▶ **Exercise instructions**: Print, from the listing below, the lines starting at the line containing "Locate an element" and ending at the line containing "Identify the location of JEWELLERY.", exactly as they stand, and print nothing else.

━━━━━ Data for analysis

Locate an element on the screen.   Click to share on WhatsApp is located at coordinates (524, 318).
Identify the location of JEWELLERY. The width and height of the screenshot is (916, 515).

━━━━━━━━━━
━━━━━ Data for analysis

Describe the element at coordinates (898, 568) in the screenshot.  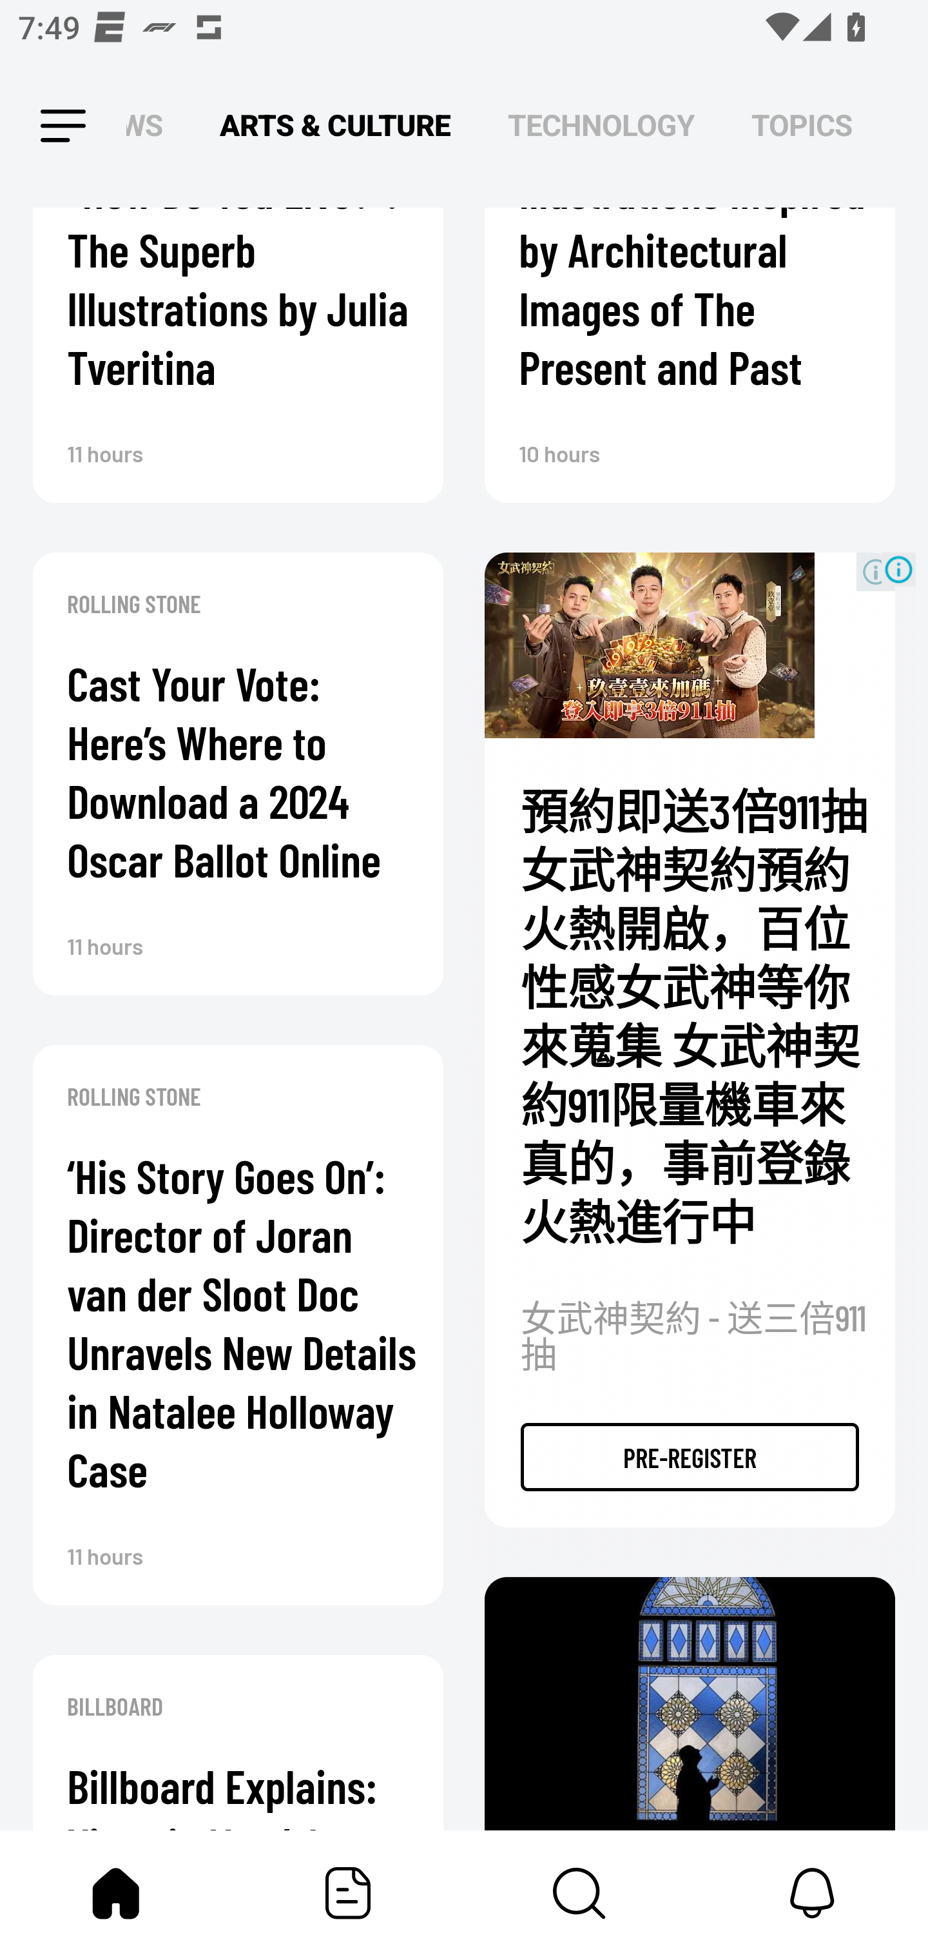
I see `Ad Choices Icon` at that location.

━━━━━━━━━━
━━━━━ Data for analysis

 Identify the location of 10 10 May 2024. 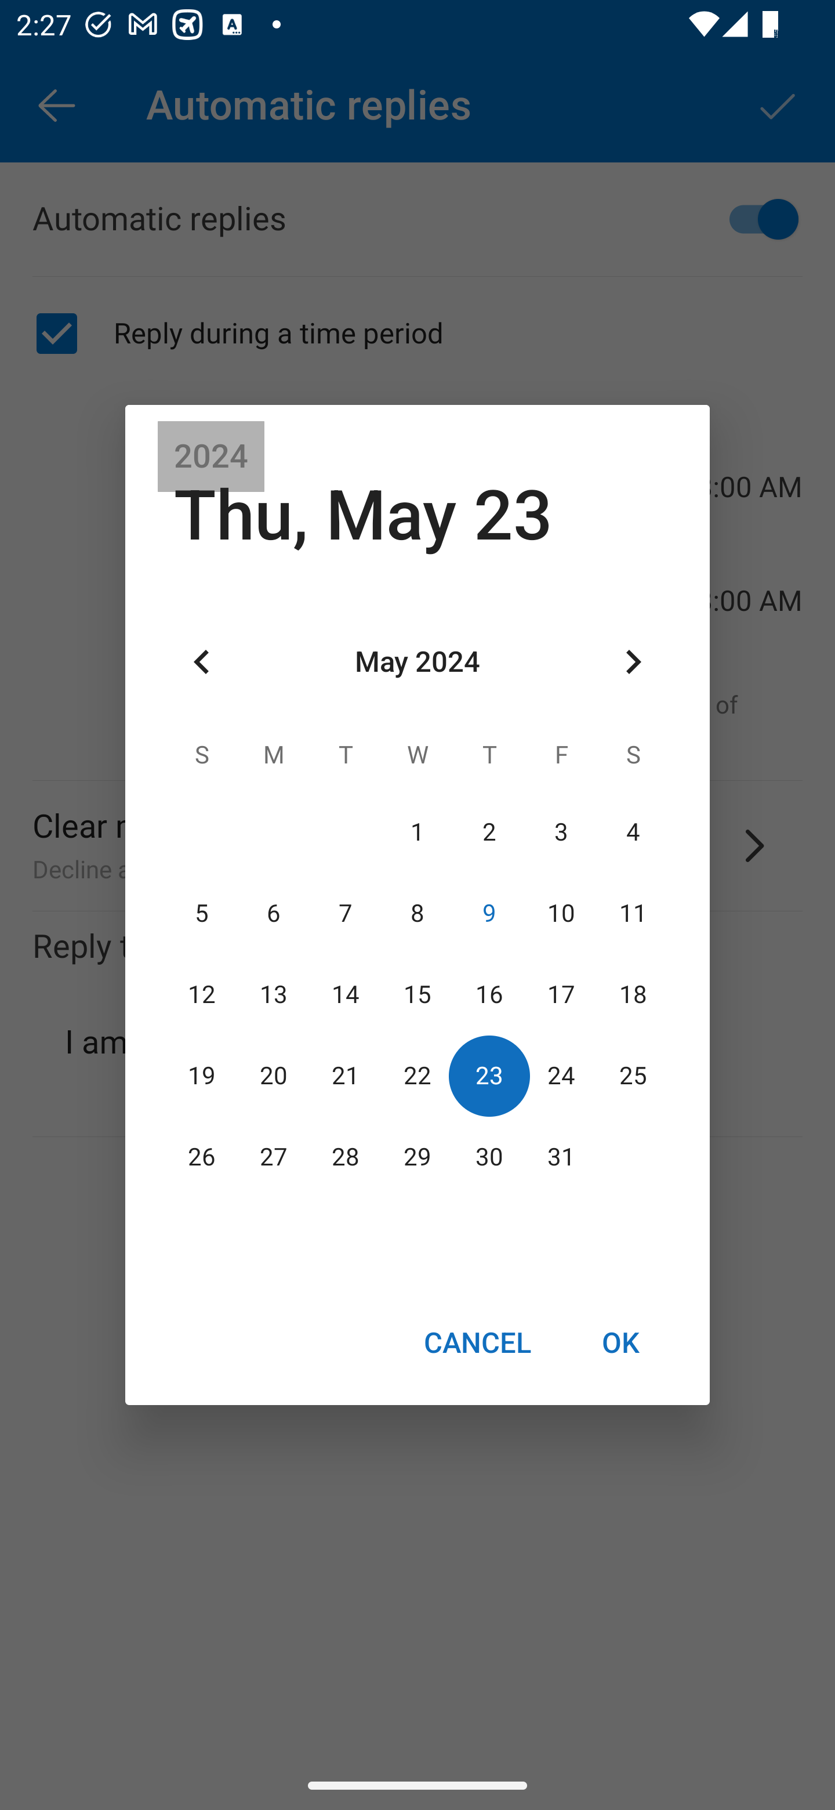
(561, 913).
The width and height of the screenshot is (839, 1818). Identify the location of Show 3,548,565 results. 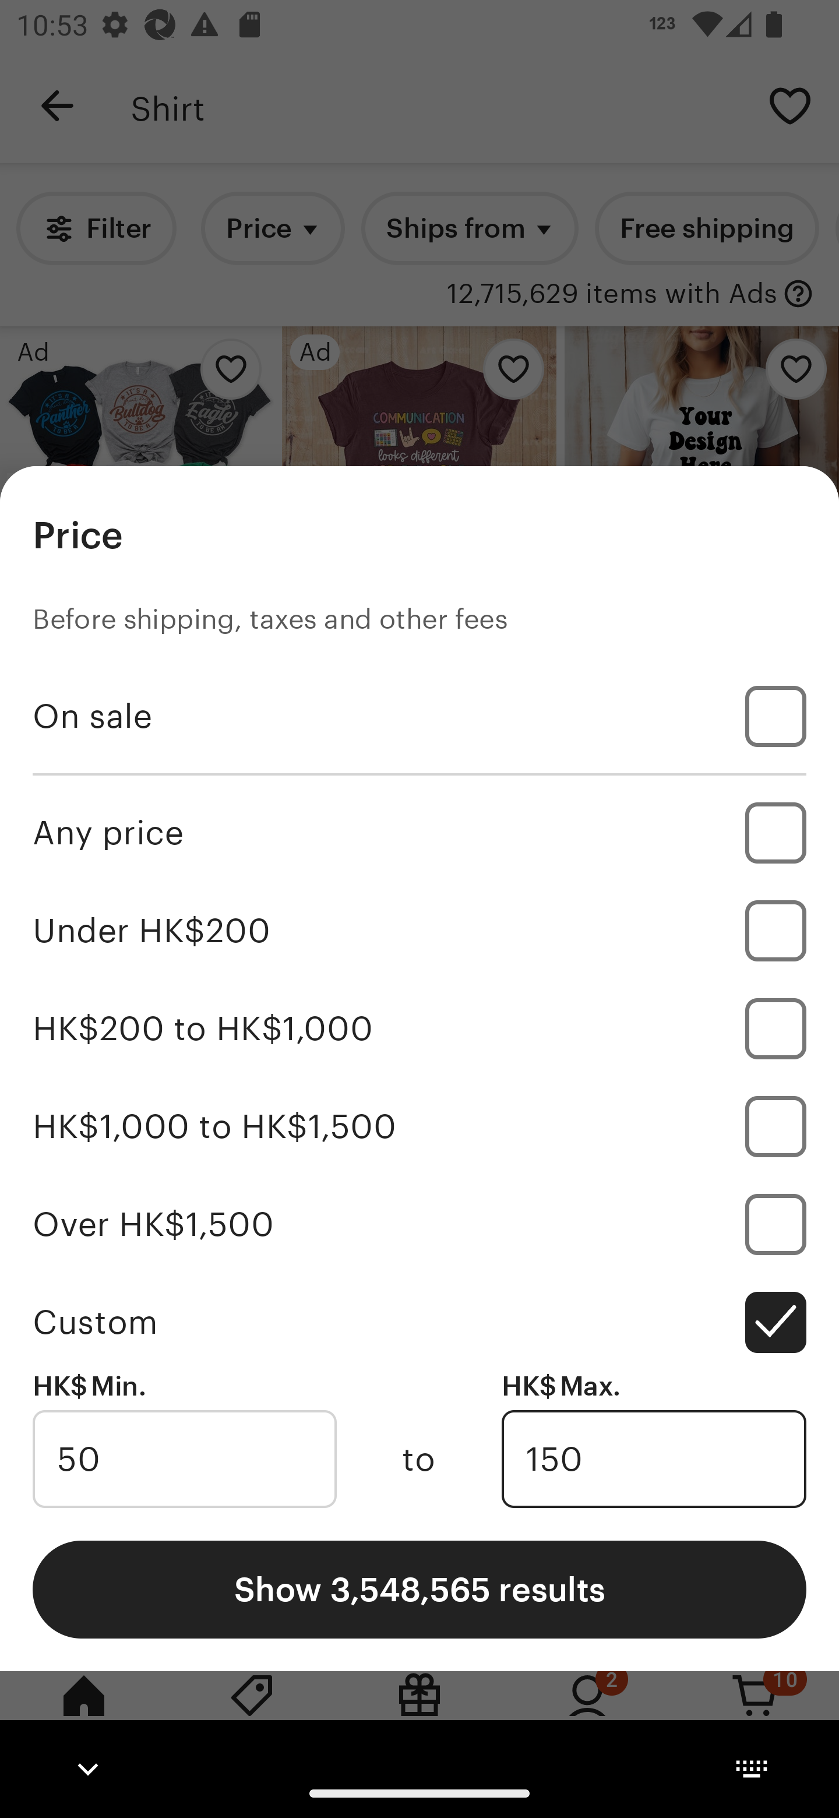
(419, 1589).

━━━━━━━━━━

▶ **Exercise output**:
Locate an element on the screen.   Click to share on WhatsApp is located at coordinates (524, 318).
Identify the location of JEWELLERY. The width and height of the screenshot is (916, 515).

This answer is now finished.